Barbara Angus

Barbara Angus

1924–2005

A head shot of Barbara Angus..

Barbara Angus broke the ‘glass ceiling’ limiting woman officers’ progress more than once in her foreign service career. In 1978 she became New Zealand’s first woman to become ambassador to another country when she was appointed New Zealand Ambassador to the Philippines.

Barbara Angus was born in Woodville in 1924, and attended school in Riverton and Balclutha. She graduated with a Masters degree in history from Otago University, and in 1950 was appointed a research assistant at the Department of External Affairs (at that time, it was not open to women to become diplomatic trainees).

From 1954 to 1957 Angus served as information officer at the New Zealand Embassy in Washington, still outside the career foreign service. Her commitment and manifest ability subsequently saw her accepted into the diplomatic stream, and appointed to increasingly senior posts in Singapore, Sydney and Kuala Lumpur.

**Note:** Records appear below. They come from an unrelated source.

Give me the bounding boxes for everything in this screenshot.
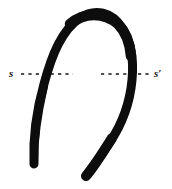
- section-label-s-prime: s′: [154, 68, 161, 79]
- figure-background: [0, 0, 172, 189]
- section-diagram-svg: [0, 0, 172, 189]
- figure-canvas: s s′: [0, 0, 172, 189]
- section-label-s: s: [9, 68, 13, 79]
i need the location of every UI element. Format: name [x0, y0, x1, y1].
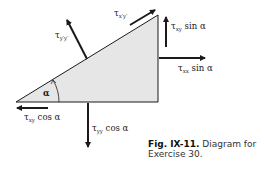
label-tau-xy-sin: τxy sin α	[171, 21, 206, 33]
label-tau-xprime-yprime: τx′y′	[114, 8, 128, 20]
label-tau-xy-cos: τxy cos α	[24, 112, 61, 124]
label-tau-yprime-yprime: τy′y′	[55, 30, 69, 42]
figure-caption: Fig. IX-11. Diagram for Exercise 30.	[148, 139, 266, 159]
caption-label: Fig. IX-11.	[148, 139, 199, 149]
label-tau-xx-sin: τxx sin α	[178, 63, 213, 74]
arrow-tau-yprime-yprime	[67, 20, 87, 59]
angle-alpha-label: α	[43, 88, 50, 98]
label-tau-yy-cos: τyy cos α	[92, 123, 129, 135]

While in Sydney, she was despatched to Outer Mongolia to represent New Zealand at the 1965 UN Conference on the Participation of Women in Public Life. She found the experience notable more for the exotic location than for the outcomes achieved, but handled it with her customary good humour (she later claimed to have filled the long periods of procedural wrangling by sending vituperative postcards from Ulan Bator to all those, from McIntosh down, who had had a hand in choosing her for the task).

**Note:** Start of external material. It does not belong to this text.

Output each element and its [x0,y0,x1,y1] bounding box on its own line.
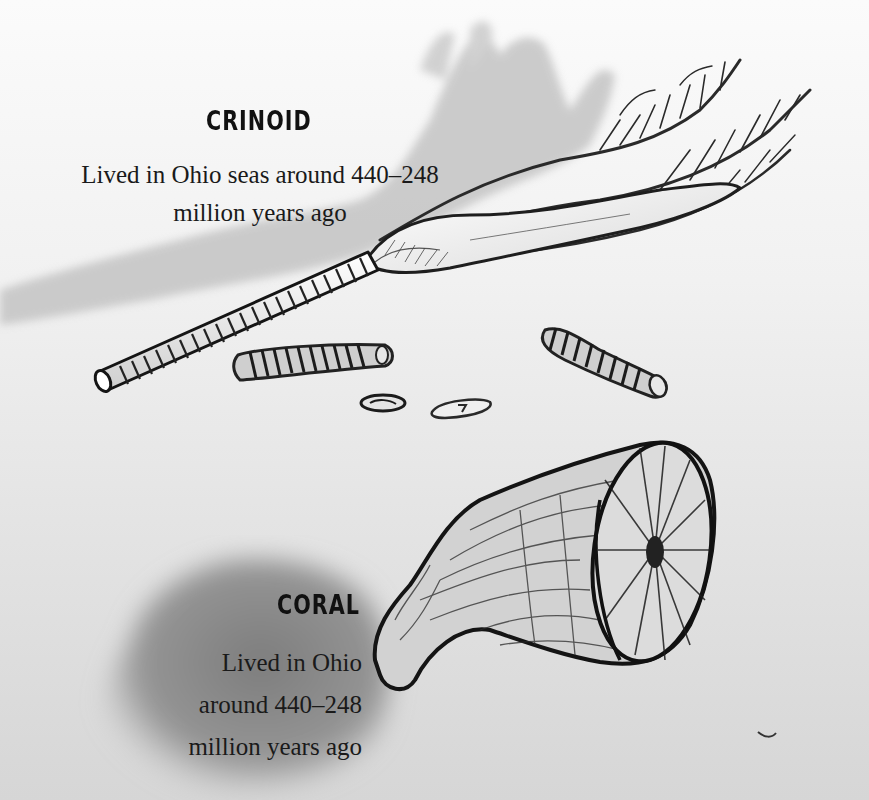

From 1976 to 1978 Barbara Angus served as minister in Washington. Even so senior a position did not always bring with it the recognition it merited: seated next to Henry Kissinger at a diplomatic dinner, his first question was, “What does Mr Angus do?”

From Washington, Angus was posted directly to Manila to serve a three-year term as New Zealand’s ambassador to the Philippines (1978–1981). Her role was a pioneering one, both for the New Zealand foreign service and for the Philippines foreign policy establishment.

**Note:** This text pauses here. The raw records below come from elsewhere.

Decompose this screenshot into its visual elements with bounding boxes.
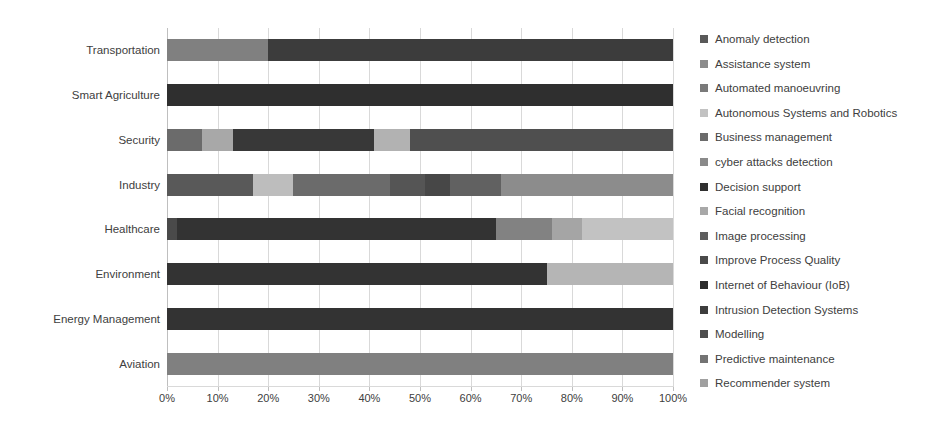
legend-swatch-icon (700, 306, 708, 314)
bar-segment[interactable] (253, 174, 293, 196)
legend-swatch-icon (700, 256, 708, 264)
x-tick-label: 80% (561, 392, 583, 404)
x-tick-label: 70% (510, 392, 532, 404)
bar-segment[interactable] (167, 84, 673, 106)
legend-label: Intrusion Detection Systems (715, 303, 858, 317)
legend-swatch-icon (700, 158, 708, 166)
bar-segment[interactable] (293, 174, 389, 196)
legend-label: Recommender system (715, 376, 830, 390)
bar-segment[interactable] (167, 129, 202, 151)
bar-segment[interactable] (167, 39, 268, 61)
legend-swatch-icon (700, 281, 708, 289)
stacked-bar[interactable] (167, 353, 673, 375)
legend-label: Facial recognition (715, 204, 805, 218)
bar-segment[interactable] (233, 129, 375, 151)
legend-swatch-icon (700, 330, 708, 338)
bar-segment[interactable] (167, 218, 177, 240)
legend-item[interactable]: Business management (700, 128, 832, 146)
bar-segment[interactable] (268, 39, 673, 61)
stacked-bar[interactable] (167, 84, 673, 106)
x-tick-label: 40% (358, 392, 380, 404)
stacked-bar[interactable] (167, 129, 673, 151)
category-label: Security (10, 133, 160, 147)
legend-swatch-icon (700, 60, 708, 68)
x-tick-label: 10% (207, 392, 229, 404)
x-tick-label: 0% (159, 392, 175, 404)
bar-segment[interactable] (552, 218, 582, 240)
legend-item[interactable]: Automated manoeuvring (700, 79, 840, 97)
legend-item[interactable]: Internet of Behaviour (IoB) (700, 276, 850, 294)
stacked-bar[interactable] (167, 263, 673, 285)
stacked-bar[interactable] (167, 39, 673, 61)
bar-segment[interactable] (547, 263, 674, 285)
legend-item[interactable]: Modelling (700, 325, 764, 343)
legend-label: Anomaly detection (715, 32, 810, 46)
stacked-bar[interactable] (167, 308, 673, 330)
legend-label: Improve Process Quality (715, 253, 840, 267)
bar-segment[interactable] (177, 218, 496, 240)
legend-label: Modelling (715, 327, 764, 341)
gridline-100% (673, 28, 674, 386)
stacked-bar[interactable] (167, 174, 673, 196)
bar-segment[interactable] (425, 174, 450, 196)
bar-segment[interactable] (582, 218, 673, 240)
legend-label: Automated manoeuvring (715, 81, 840, 95)
legend-item[interactable]: Facial recognition (700, 202, 805, 220)
bar-row (167, 263, 673, 285)
category-label: Transportation (10, 43, 160, 57)
bar-segment[interactable] (202, 129, 232, 151)
legend-label: Assistance system (715, 57, 810, 71)
legend-swatch-icon (700, 232, 708, 240)
legend-item[interactable]: Improve Process Quality (700, 251, 840, 269)
bar-segment[interactable] (410, 129, 673, 151)
legend-item[interactable]: Recommender system (700, 374, 830, 392)
legend-item[interactable]: Decision support (700, 178, 801, 196)
bar-row (167, 39, 673, 61)
bar-segment[interactable] (374, 129, 409, 151)
x-tick-label: 50% (409, 392, 431, 404)
legend-label: Image processing (715, 229, 806, 243)
bar-segment[interactable] (390, 174, 425, 196)
bar-segment[interactable] (501, 174, 673, 196)
legend-swatch-icon (700, 183, 708, 191)
chart-root: TransportationSmart AgricultureSecurityI… (0, 0, 951, 433)
legend-swatch-icon (700, 379, 708, 387)
legend-item[interactable]: Autonomous Systems and Robotics (700, 104, 897, 122)
bar-row (167, 353, 673, 375)
legend-item[interactable]: Intrusion Detection Systems (700, 301, 858, 319)
legend-swatch-icon (700, 355, 708, 363)
bar-row (167, 218, 673, 240)
bar-segment[interactable] (167, 174, 253, 196)
bar-row (167, 308, 673, 330)
x-tick-label: 60% (460, 392, 482, 404)
legend-item[interactable]: Anomaly detection (700, 30, 810, 48)
legend-swatch-icon (700, 35, 708, 43)
category-label: Aviation (10, 357, 160, 371)
category-label: Energy Management (10, 312, 160, 326)
category-label: Industry (10, 178, 160, 192)
bar-segment[interactable] (167, 353, 673, 375)
legend-label: Predictive maintenance (715, 352, 835, 366)
legend-item[interactable]: cyber attacks detection (700, 153, 833, 171)
legend-swatch-icon (700, 109, 708, 117)
bar-row (167, 174, 673, 196)
x-tick-label: 90% (611, 392, 633, 404)
stacked-bar[interactable] (167, 218, 673, 240)
bar-segment[interactable] (496, 218, 552, 240)
legend-label: Autonomous Systems and Robotics (715, 106, 897, 120)
x-axis-line (167, 386, 674, 387)
legend-item[interactable]: Predictive maintenance (700, 350, 835, 368)
legend-swatch-icon (700, 207, 708, 215)
bar-segment[interactable] (167, 308, 673, 330)
legend-label: Business management (715, 130, 832, 144)
category-label: Smart Agriculture (10, 88, 160, 102)
legend-item[interactable]: Assistance system (700, 55, 810, 73)
legend-label: Decision support (715, 180, 801, 194)
bar-row (167, 129, 673, 151)
category-label: Healthcare (10, 222, 160, 236)
chart-legend: Anomaly detectionAssistance systemAutoma… (700, 30, 945, 400)
category-label: Environment (10, 267, 160, 281)
legend-item[interactable]: Image processing (700, 227, 806, 245)
bar-segment[interactable] (450, 174, 501, 196)
bar-segment[interactable] (167, 263, 547, 285)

Returning to New Zealand in 1981, Barbara Angus headed Protocol Division until her retirement in 1984. She was awarded the CMG in 1988. In her retirement she continued her involvement in public service staffing issues, and in promoting greater recognition for the contribution made by woman officers.

Barbara Angus died at Paraparaumu in February 2005. A New Zealand Herald obituary recalled the comment in 1978 of her Ambassador in Washington, Lloyd White, that the Philippines (where there had not previously been a woman envoy) was in for a shock. Whatever they might expect, “what they’ll find is that they’ve got a highly efficient, hard-working diplomat who knows her stuff”.